Our brain does not discriminate between actual visual and auditory stimuli, imagined or film/video images. Until the late 19th century everything we saw and heard was real. Only in the 20th century could we produce images and sounds that appeared real. These film, TV , and the ever present digital displays activate the same neurophysiological pathways as when the stimuli were actually real. A scene on a digital screen triggers the same biological pathways and responses that for thousands of generations supported survival. If we did not respond we would not have survived. If you have any doubt, watch a scary horror movie and check how you feel afterwards. You may feel more scared, your sleep may be disturbed, your heart rate increased, and you probably interpreted any noise around you as possible danger. Thus, cues in the environment may become evolutionary/ecological traps in the same way that birds on Midway Island in the North Pacific, 2000 miles from any other islands, mistook the attractive coloring of plastics as food. See: https://www.youtube.com/watch?v=dtJFiIXp5Bo. Should the birds be blamed because they have no self-control?
What can you do!
Recognize that modern industries for the sake of profits have hijacked our cues that had evolved to aid survival (Kemp, 2014).

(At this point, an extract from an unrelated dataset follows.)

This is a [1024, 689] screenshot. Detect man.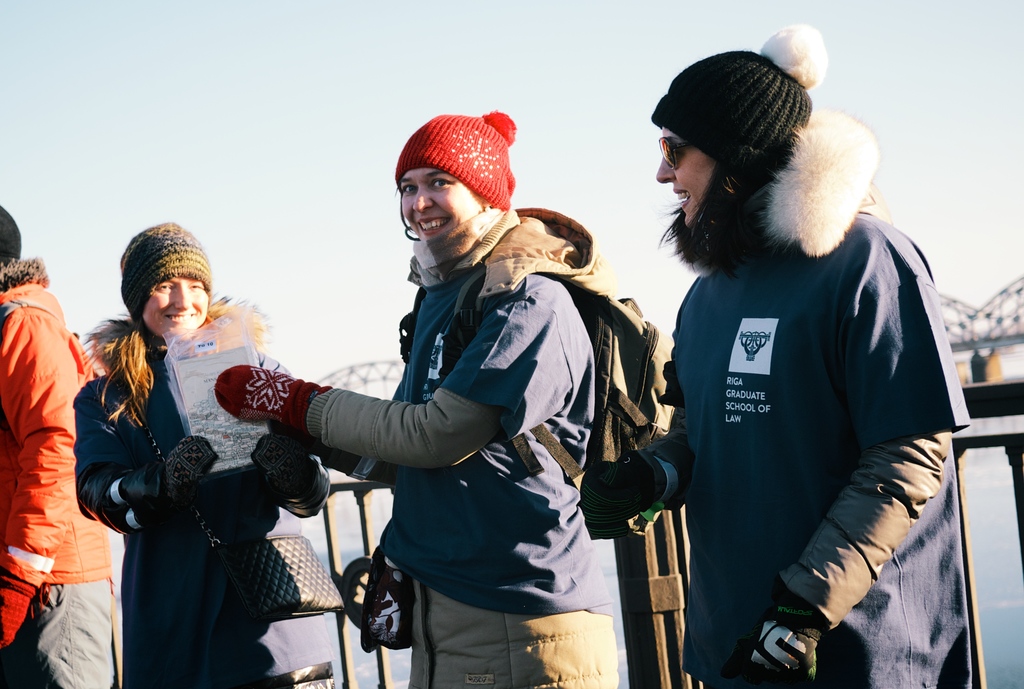
l=259, t=115, r=672, b=676.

Recognize that not reacting to product cues means inhibiting the intrinsic biological triggered survival responses. Yes, it is possible not react to the stimuli and demonstrate self-control; however, it is not only a problem of will. It is a problem that our cues have been hijacked and tricked for commercial profit.
Society may need to protect its own populations from commercial exploitation of evolutionary/ecological traps. A young child is automatically drawn to the visual stimuli on a smartphone and tablet which parents use to quiet the child during dinner. In this process they are activating the pre-wired biological pathways that captured attention for survival. By over activating these pathways, the brain is changing in response to this activation which increases the risk of developing ADHD, autism, and mood deregulation including anxiety, depression, and anger management, and other forms of addictive behavior (Swingle, 2015). In addition, school performance and memory retention are reduced when students take notes using their keyboard or read text from digital screens (OCallaghan, 2014). It will take the family and society to limit the availability of these cues until self-control has been developed. Similarly, the availability of cheap calories in large food portions, sugars in soft drinks and sugar and fats in snacks, need to be limited if the epidemic of obesity and diabetes is to be reversed.

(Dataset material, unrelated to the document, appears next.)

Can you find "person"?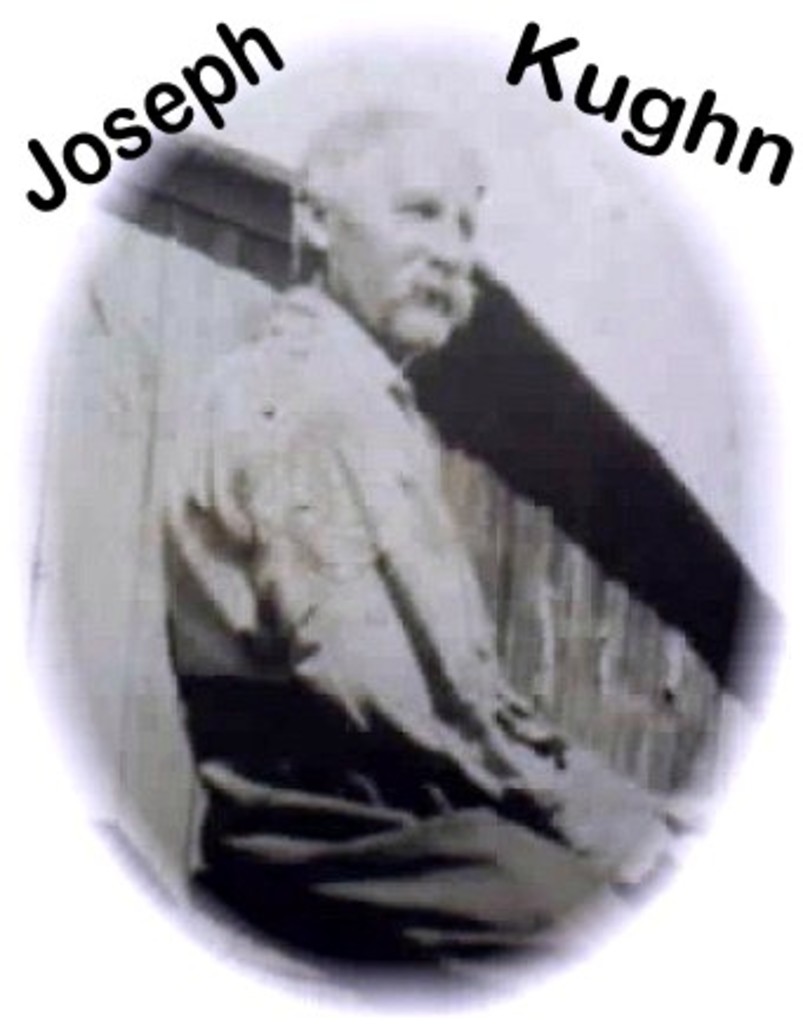
Yes, bounding box: 144 92 690 993.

It may be unreasonable to think that people can easily interrupt their biological responses to cues that have been created to increase profits. We need to take collective responsibility and limit the availability of commercially augmented evolutionary traps and cues in the same way we need to limit the plastic in the ocean so that the birds at Midway Island may be able survive. Without respecting our evolutionary past, our future may not be different from those Midway Island birds.
References
Kemp, C. (2014). Trapped!. New Scientist, 221(2960), 43-45
OCallaghan, T. (2014). Goodbye, paper: What we miss when we read on screen. New Scientist.224 (2993). 41-43.
Peper, E. (2014). Support Healthy Brain Development: Implications for Attention Deficit/Hyperactivity Disorder. Psychophysiology Today, 9(1), 4‐15.
Robertson, B. A., Rehage, J. S., & Sih, A. (2013). Ecological novelty and the emergence of evolutionary traps. Trends in ecology & evolution, 28(9), 552-560.
Swingle, M.K. (2015). i-Minds. Portland, OR: Inkwaterpress.com ISBN-13 978-1-62901-213-1
Schlaepfer, M. A., Runge, M. C., & Sherman, P. W. (2002). Ecological and evolutionary traps. Trends in Ecology & Evolution, 17(10), 474-480.